I just feel that, whether your family is breaking apart, or you are just learning that there is such a thing as "family" (as in the case of "Daughter" when the magician carelessly provides her with books to read), "The Great Unknown" is ever-present, and hopefully we can keep it in a more mystical form, as in the fairy tales... thinking of it as a mist, instead of a shadow; as a magical enigma, rather than a clogging smog. You get the gist.

(click on this for bigger size. you will thank me.)

I will never be a father; I'm pretty certain of that, being female and not predicting any future decision for a sex change. Therefore I probably shouldn't dwell too much on the essence of fatherness. However I would like to therefore point out that being a father is also an "unknown" to me. I always try to contradict E. M. Forster's theory that people, no matter how close, CAN'T ever completely connect, are incapable of any successful communication - I'm especially thinking of his "Howard's End" with the quote he provides, "only connect...". Though my father has more unknown variables in his identity than anyone else in my nuclear family, being the only male, I always hope that connection is possible, if only on the level of Loudon Wainwright's "Great Unknown."
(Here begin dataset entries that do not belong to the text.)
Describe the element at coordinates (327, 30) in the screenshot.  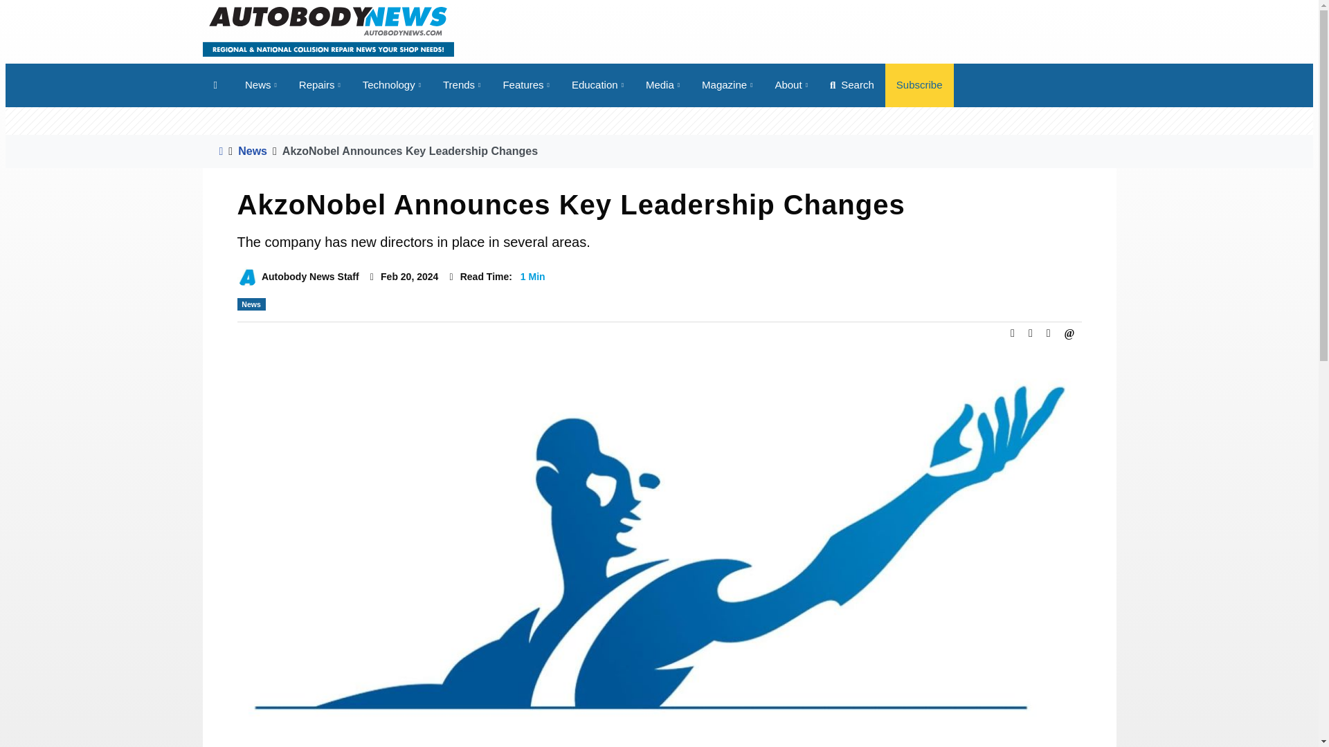
I see `Autobody News` at that location.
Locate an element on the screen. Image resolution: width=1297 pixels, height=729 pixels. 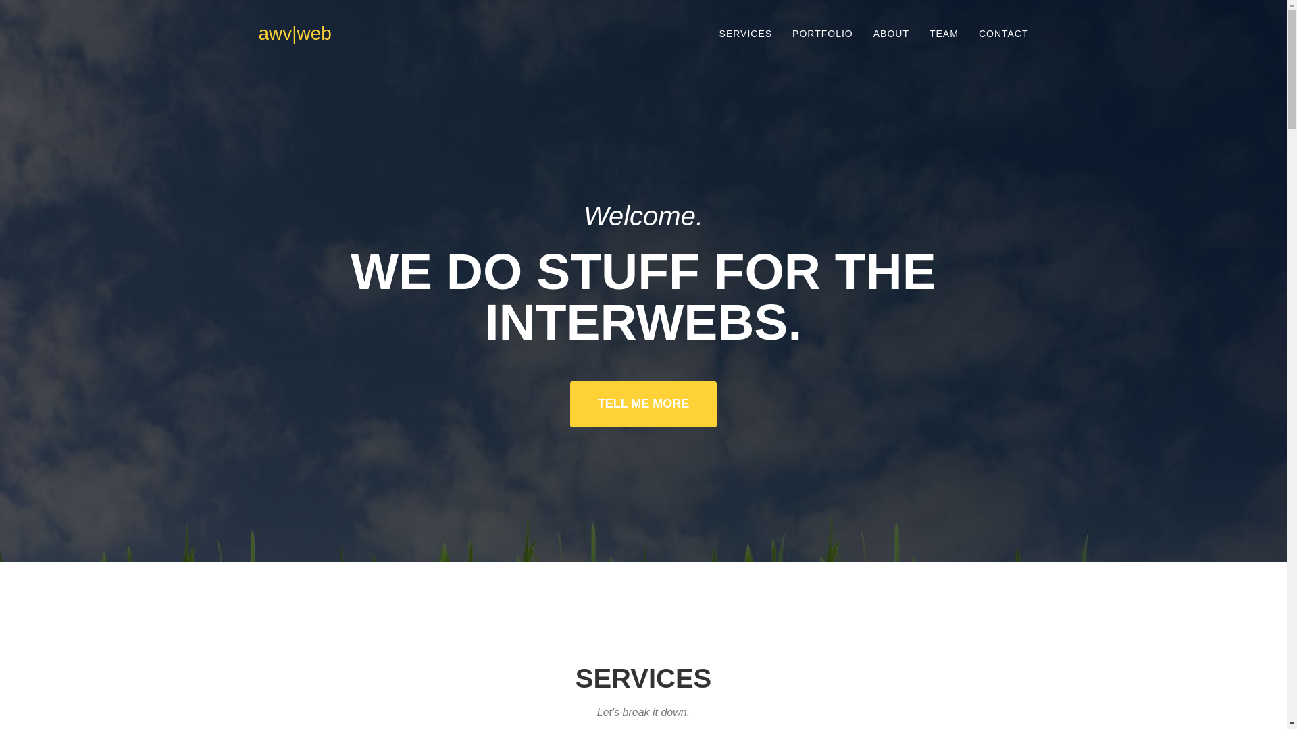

Okay, enough with the ambiguity fighting ambiguity! Let's get back to LOUDON WAINWRIGHT and the awesome concert he held. Keep in mind; I highly admire his lyrics as well as his melodies. If you choose to watch all of the videos I provide, I hope you will listen to the lyrics as well.




THE CONCERT.

Since I've written so much already I don't think I will write about how each song connects to my type of feminism, since I already covered my favorite "Another Song in C."

Basically I've included videos I found of him playing live of the songs I heard him sing live at that concert.


I was disappointed that we weren't allowed to take pictures of the concert - for of course I'd brought a camera - however thank God somebody out there either broke the rules or had special permission and I found these!

This last one is him and his daughter Lucy Wainwright Roche. I didn't know about her (b/c I was quite excusively an admirer of Loudon Wainwright) but they surprised the whole audience with an impromptu decision to have her open the show and I excessively enjoyed it, - though I still kept thinking, how long till Loudon? (Mostly because she hadn't been in the original program. But seriously - she was amazing, and has very much inherited Loudon's sense of humor - all I kept overhearing during the intermission was "she's so funny" - at least ten times! She sang a song about Coney Island that made me happy inside. Doesn't seem to be "out" to buy yet though.)

Pictures (hopefully legally) provided by Joel Dana Stern.




The only two songs I couldn't find:

-simon and garfunkel cover he was still working on with Lucy
-song about family and specifcally his being newly a grandpa (can't find it anywhere! I think he must not have published it yet or w/e)

Okay here we go!









Can't seem to find an actual video for this one but the song is great, though I don't completely get it.



Got this from youtube but the embedding was disabled and I could not easily find any other live performance video which is excessively strange considering its poularity - the only videos are of the song in the background of reels of children's babies. Huh.



"Charlie never recorded this 1897 gospel song, but is said to have played it as a regular part of his shows."


Okay, so to close here is another favorite of mine that he didn't sing that night.


... I put it in this video of mine (if you click play it'll start at the part of the video which plays "Gray in LA").



Okay! So, see you VERY soon, as I have literally nineteen drafts dating back to January that are most of them three quarters done, no lie - I WISH I was joking - and I am determined to get them out of my draft space and into cyber space! (Too cheesy? I'll come up with something better next time.)

So long, here's hoping the next entry isn't THIS long,


-Just Call Me Jo


P.S. This (below) is supposed to be "Daughter" looking down at Loudon Wainwright's official website with approval and awe, and Loudon from his site looking back up with a mutual feeling, just so you know.